My cousins and I would climb the stairs and scream
with delight when we reached her eye, scan
the ground for our mothers who stood beneath,
her big gray legs, her platter-sized feet
dwarfing them. They were not small women,
but Lucy made them so. The world seemed
as if we could hold it in our hands,
their little lives below some foreign land. Angela Alaimo O’Donnell, PhD, is a professor, poet, scholar, and writer at Fordham University, where she serves as Associate Director of the Curran Center for American Catholic Studies. Her publications include two chapbooks and nine full-length collections of poems. Her book Holy Land (2022) won the Paraclete Press Poetry Prize. O’Donnell’s eleventh book of poems, Dear Dante, was published in Spring 2024. She is currently at work on the manuscripts of two new collections, one tentatively titled Body Songs, poems on embodiment, and The View from Childhood, poems about family, coming of age, and the place(s) we call home.
M.I. Devine, “Everyone Says I look like Brad Pitt”
When I get down on my knees with my kids And put up my dukes and scream real loud, “Hit Me! Hit me! HIT ME!” just like Brad Pitt did In The Tree of Life, where he does what he can, ’50s made man, though one son doesn’t make it, And the other one turns into Sean Penn. Nothing’s so fragile that we won’t break it, And God, Penn looks awful, like, What film am I in? You know that feeling? Jessica Chastain, Meanwhile, Pitt’s wife, floats–floats–off of the ground. Earth angel. Cars like boats just bob around. You say life ends at death like that is it. Everyone else says I look like Brad Pitt.
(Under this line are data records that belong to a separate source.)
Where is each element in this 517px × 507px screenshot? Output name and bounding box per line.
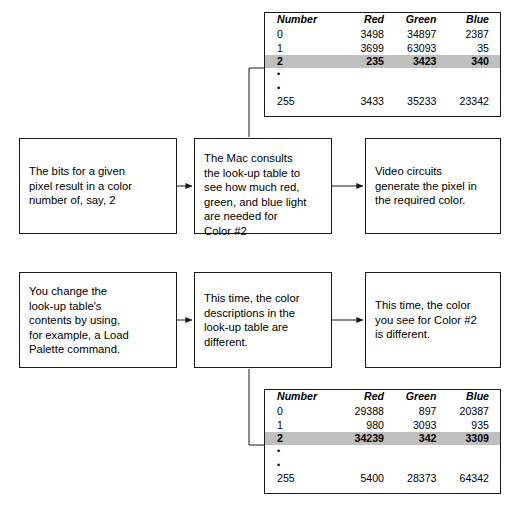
lookup-table-bottom-grid: Number Red Green Blue 0 29388 897 20387 … [265, 390, 500, 485]
column-header-red: Red [343, 390, 395, 404]
lookup-table-top-grid: Number Red Green Blue 0 3498 34897 2387 … [265, 13, 500, 108]
cell-red: 34239 [343, 432, 395, 445]
cell-red: 3498 [343, 27, 395, 41]
cell-number: 1 [265, 42, 343, 55]
table-row: 1 3699 63093 35 [265, 42, 500, 55]
cell-number: • [265, 68, 343, 81]
table-row: 1 980 3093 935 [265, 419, 500, 432]
cell-number: 255 [265, 472, 343, 485]
cell-number: 2 [265, 55, 343, 68]
lookup-table-bottom: Number Red Green Blue 0 29388 897 20387 … [264, 389, 501, 494]
process-box-descriptions-differ-text: This time, the color descriptions in the… [204, 291, 325, 349]
cell-red: 5400 [343, 472, 395, 485]
process-box-change-table: You change the look-up table's contents … [19, 272, 177, 368]
column-header-blue: Blue [447, 13, 500, 27]
cell-green: 342 [395, 432, 447, 445]
diagram-canvas: Number Red Green Blue 0 3498 34897 2387 … [0, 0, 517, 507]
cell-blue: 20387 [447, 404, 500, 418]
cell-green: 35233 [395, 95, 447, 108]
column-header-green: Green [395, 390, 447, 404]
cell-number: 0 [265, 404, 343, 418]
cell-blue: 35 [447, 42, 500, 55]
process-box-mac-consults-text: The Mac consults the look-up table to se… [204, 151, 325, 239]
cell-red: 980 [343, 419, 395, 432]
table-row-highlighted: 2 235 3423 340 [265, 55, 500, 68]
cell-red: 3433 [343, 95, 395, 108]
cell-number: 2 [265, 432, 343, 445]
cell-number: • [265, 445, 343, 458]
process-box-color-differs-text: This time, the color you see for Color #… [375, 298, 494, 342]
cell-green: 3423 [395, 55, 447, 68]
table-row-ellipsis: • [265, 458, 500, 471]
cell-blue: 2387 [447, 27, 500, 41]
cell-red: 235 [343, 55, 395, 68]
table-row: 255 3433 35233 23342 [265, 95, 500, 108]
column-header-number: Number [265, 390, 343, 404]
cell-number: • [265, 81, 343, 94]
cell-number: 255 [265, 95, 343, 108]
process-box-descriptions-differ: This time, the color descriptions in the… [194, 272, 332, 368]
cell-blue: 23342 [447, 95, 500, 108]
cell-blue: 3309 [447, 432, 500, 445]
table-row: 0 29388 897 20387 [265, 404, 500, 418]
table-row-ellipsis: • [265, 68, 500, 81]
column-header-number: Number [265, 13, 343, 27]
process-box-pixel-bits-text: The bits for a given pixel result in a c… [29, 164, 170, 208]
cell-number: 1 [265, 419, 343, 432]
table-header-row: Number Red Green Blue [265, 390, 500, 404]
process-box-color-differs: This time, the color you see for Color #… [365, 272, 501, 368]
cell-blue: 340 [447, 55, 500, 68]
table-header-row: Number Red Green Blue [265, 13, 500, 27]
cell-number: • [265, 458, 343, 471]
table-row-highlighted: 2 34239 342 3309 [265, 432, 500, 445]
column-header-blue: Blue [447, 390, 500, 404]
cell-green: 34897 [395, 27, 447, 41]
cell-red: 3699 [343, 42, 395, 55]
column-header-green: Green [395, 13, 447, 27]
connector-top-table-to-consults [249, 68, 264, 137]
connector-thistime-to-bottom-table [249, 369, 264, 445]
process-box-change-table-text: You change the look-up table's contents … [29, 284, 170, 357]
cell-red: 29388 [343, 404, 395, 418]
process-box-video-circuits: Video circuits generate the pixel in the… [365, 138, 501, 234]
cell-green: 63093 [395, 42, 447, 55]
table-row: 255 5400 28373 64342 [265, 472, 500, 485]
cell-green: 28373 [395, 472, 447, 485]
process-box-mac-consults: The Mac consults the look-up table to se… [194, 138, 332, 234]
cell-blue: 935 [447, 419, 500, 432]
process-box-pixel-bits: The bits for a given pixel result in a c… [19, 138, 177, 234]
cell-number: 0 [265, 27, 343, 41]
cell-green: 897 [395, 404, 447, 418]
table-row: 0 3498 34897 2387 [265, 27, 500, 41]
lookup-table-top: Number Red Green Blue 0 3498 34897 2387 … [264, 12, 501, 117]
process-box-video-circuits-text: Video circuits generate the pixel in the… [375, 164, 494, 208]
cell-green: 3093 [395, 419, 447, 432]
cell-blue: 64342 [447, 472, 500, 485]
table-row-ellipsis: • [265, 81, 500, 94]
column-header-red: Red [343, 13, 395, 27]
table-row-ellipsis: • [265, 445, 500, 458]
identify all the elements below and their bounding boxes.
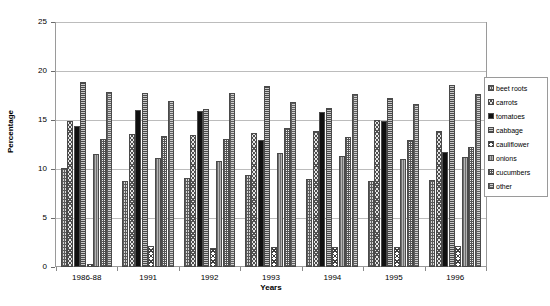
- legend-label: onions: [496, 155, 517, 162]
- legend-swatch-icon: [488, 183, 494, 189]
- bar: [475, 94, 481, 267]
- bar: [352, 94, 358, 267]
- y-tick-label-10: 10: [38, 165, 47, 173]
- bar: [184, 178, 190, 267]
- bar: [374, 120, 380, 267]
- bar: [190, 135, 196, 267]
- x-axis-title: Years: [56, 283, 486, 292]
- bar: [345, 137, 351, 267]
- bar: [148, 246, 154, 267]
- legend-item[interactable]: cauliflower: [488, 137, 545, 151]
- legend-swatch-icon: [488, 155, 494, 161]
- bar-group: [302, 23, 363, 267]
- y-tick-label-25: 25: [38, 18, 47, 26]
- bar-group: [240, 23, 301, 267]
- bar: [277, 153, 283, 267]
- x-tick-mark: [240, 267, 241, 271]
- legend-label: carrots: [496, 99, 517, 106]
- bar: [449, 85, 455, 267]
- legend-label: other: [496, 183, 512, 190]
- bar: [67, 121, 73, 267]
- bar: [462, 157, 468, 267]
- bar: [436, 131, 442, 267]
- bar: [413, 104, 419, 267]
- legend-swatch-icon: [488, 113, 494, 119]
- bar: [74, 126, 80, 267]
- y-tick-label-15: 15: [38, 116, 47, 124]
- bar: [203, 109, 209, 267]
- legend-item[interactable]: beet roots: [488, 81, 545, 95]
- bar-groups: [56, 23, 486, 267]
- legend-item[interactable]: other: [488, 179, 545, 193]
- bar: [326, 108, 332, 267]
- bar-group: [56, 23, 117, 267]
- y-axis-title: Percentage: [6, 92, 15, 172]
- legend-swatch-icon: [488, 85, 494, 91]
- bar: [87, 264, 93, 267]
- legend-item[interactable]: cucumbers: [488, 165, 545, 179]
- legend-label: tomatoes: [496, 113, 525, 120]
- bar: [332, 247, 338, 267]
- y-tick-label-20: 20: [38, 67, 47, 75]
- x-tick-mark: [486, 267, 487, 271]
- bar: [80, 82, 86, 267]
- bar: [197, 111, 203, 267]
- bar-group: [179, 23, 240, 267]
- bar: [161, 136, 167, 267]
- bar: [313, 131, 319, 267]
- legend-swatch-icon: [488, 127, 494, 133]
- y-tick-mark-10: [51, 169, 55, 170]
- y-tick-mark-5: [51, 218, 55, 219]
- bar: [135, 110, 141, 267]
- bar: [306, 179, 312, 267]
- bar-group: [363, 23, 424, 267]
- legend: beet rootscarrotstomatoescabbagecauliflo…: [484, 77, 548, 197]
- y-tick-mark-20: [51, 71, 55, 72]
- legend-label: cucumbers: [496, 169, 530, 176]
- bar: [100, 139, 106, 267]
- bar: [122, 181, 128, 267]
- bar: [216, 161, 222, 267]
- bar: [319, 112, 325, 267]
- bar: [264, 86, 270, 267]
- legend-label: beet roots: [496, 85, 527, 92]
- bar: [142, 93, 148, 267]
- bar: [339, 156, 345, 267]
- legend-label: cabbage: [496, 127, 523, 134]
- bar-group: [425, 23, 486, 267]
- bar: [106, 92, 112, 267]
- y-axis: 0510152025 Percentage: [0, 22, 55, 267]
- y-tick-mark-0: [51, 267, 55, 268]
- legend-item[interactable]: tomatoes: [488, 109, 545, 123]
- bar: [258, 140, 264, 267]
- bar: [210, 248, 216, 267]
- bar: [368, 181, 374, 267]
- bar: [387, 98, 393, 267]
- bar: [129, 134, 135, 267]
- y-tick-mark-25: [51, 22, 55, 23]
- bar: [455, 246, 461, 267]
- bar: [93, 154, 99, 267]
- bar: [155, 158, 161, 267]
- bar: [284, 128, 290, 267]
- bar: [468, 147, 474, 267]
- x-tick-mark: [302, 267, 303, 271]
- legend-item[interactable]: onions: [488, 151, 545, 165]
- legend-swatch-icon: [488, 141, 494, 147]
- legend-item[interactable]: carrots: [488, 95, 545, 109]
- bar: [394, 247, 400, 267]
- bar: [251, 133, 257, 267]
- y-tick-label-0: 0: [43, 263, 47, 271]
- legend-item[interactable]: cabbage: [488, 123, 545, 137]
- bar-chart: 0510152025 Percentage 1986-8819911992199…: [0, 0, 550, 306]
- x-tick-mark: [363, 267, 364, 271]
- bar: [223, 139, 229, 267]
- bar: [168, 101, 174, 267]
- x-tick-mark: [425, 267, 426, 271]
- bar-group: [117, 23, 178, 267]
- bar: [290, 102, 296, 267]
- legend-swatch-icon: [488, 99, 494, 105]
- legend-label: cauliflower: [496, 141, 529, 148]
- x-tick-mark: [179, 267, 180, 271]
- x-tick-mark: [117, 267, 118, 271]
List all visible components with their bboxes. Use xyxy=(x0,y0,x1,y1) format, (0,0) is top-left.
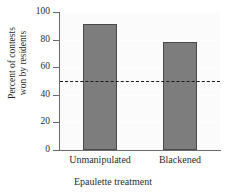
gridline-100 xyxy=(60,12,220,13)
x-axis-title: Epaulette treatment xyxy=(0,176,226,188)
y-tick-label-40: 40 xyxy=(20,90,50,100)
x-axis-line xyxy=(59,150,221,151)
bar-chart-figure: Percent of contests won by residents 020… xyxy=(0,0,226,196)
x-label-blackened: Blackened xyxy=(120,154,226,166)
y-tick-label-80: 80 xyxy=(20,35,50,45)
y-tick-label-100: 100 xyxy=(20,7,50,17)
bar-unmanipulated xyxy=(83,24,117,150)
y-tick-label-20: 20 xyxy=(20,117,50,127)
y-axis-title-line-1: Percent of contests xyxy=(7,27,18,99)
bar-blackened xyxy=(163,42,197,150)
plot-area xyxy=(60,12,220,150)
y-axis-line xyxy=(59,12,60,151)
y-tick-label-60: 60 xyxy=(20,62,50,72)
chance-reference-line xyxy=(60,81,220,82)
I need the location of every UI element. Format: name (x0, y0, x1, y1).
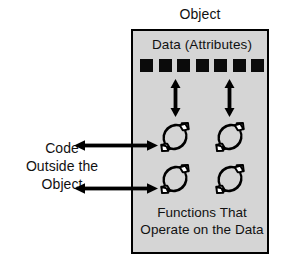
attribute-square-icon (214, 59, 227, 72)
diagram-canvas: Object Data (Attributes) (0, 0, 290, 268)
functions-caption-line-2: Operate on the Data (133, 221, 271, 238)
circular-arrow-icon (211, 118, 249, 156)
double-headed-vertical-arrow-icon (169, 79, 182, 117)
attribute-square-icon (233, 59, 246, 72)
data-attributes-label: Data (Attributes) (133, 37, 271, 53)
functions-caption-line-1: Functions That (133, 204, 271, 221)
object-title: Object (131, 6, 269, 23)
attribute-squares-row (140, 59, 264, 72)
double-headed-horizontal-arrow-icon (74, 182, 158, 195)
circular-arrow-icon (156, 118, 194, 156)
attribute-square-icon (196, 59, 209, 72)
double-headed-vertical-arrow-icon (223, 79, 236, 117)
functions-caption: Functions That Operate on the Data (133, 204, 271, 238)
attribute-square-icon (251, 59, 264, 72)
attribute-square-icon (177, 59, 190, 72)
attribute-square-icon (159, 59, 172, 72)
double-headed-horizontal-arrow-icon (74, 139, 158, 152)
attribute-square-icon (140, 59, 153, 72)
circular-arrow-icon (211, 160, 249, 198)
code-label-line-2: Outside the (2, 157, 122, 175)
circular-arrow-icon (156, 160, 194, 198)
M.I. Devine is the author of Warhol's Mother's Pantry, winner of the Gournay prize. He is co-founder of the avant-pop project Famous Letter Writer, which releases DADAMAMA in 2025-2026. His poetry has appeared recently in Literary Matters and Nimrod International Journal, and a selection from a new memoir project will soon appear in Image. (www.midevine.com)
Jesse Graves, “Two Stones”
When gods were young/This wind was old. -Edward Thomas Even in bright noontime, we never walked beyond the ridgeline where the babies’ graves were marked by two stones and a blue placard. Pinewoods made rich understory, with caves, fault lines, and fissures pock-marking the ground. They were Johnson children, born with two years between them and died before they found their footing, fulfilling their parents’ fears. No matter how mild the day in yard and field, howling wind topped the ridge and shook tall trees. My cousins and I kept eyes and ears peeled for some movement that might cause us to freeze, any sound that could signal a hushed weep, or the cooing a baby makes before long sleep.
Jesse Graves is the author of five poetry collections, including Tennessee Landscape with Blighted Pine, and a collection of essays, Said-Songs: Essays on Poetry and Place. His work received the James Still Award for Writing about the Appalachian South from the Fellowship of Southern Writers.
Betzi Richardson, “Double Play”
for my father
Summer. I used to sit and keep my Dad
company. I read while he watched TV.
Baseball grew on me. Male bodies beautifully
muscled, but not too much; the steroid scandal had
blown over. I came to love the secret codes,
the touches, taps, studied glances – the flexes
and swings of the home run hitters, those apex
predators contrasting with the leaping, mountain goat
outfielders, flinging their bodies through air.
Meanwhile, my Dad lingered. How many more
at bats will he have? Who or what’s keeping score?
Top of the ninth. I steal a glance at him warily.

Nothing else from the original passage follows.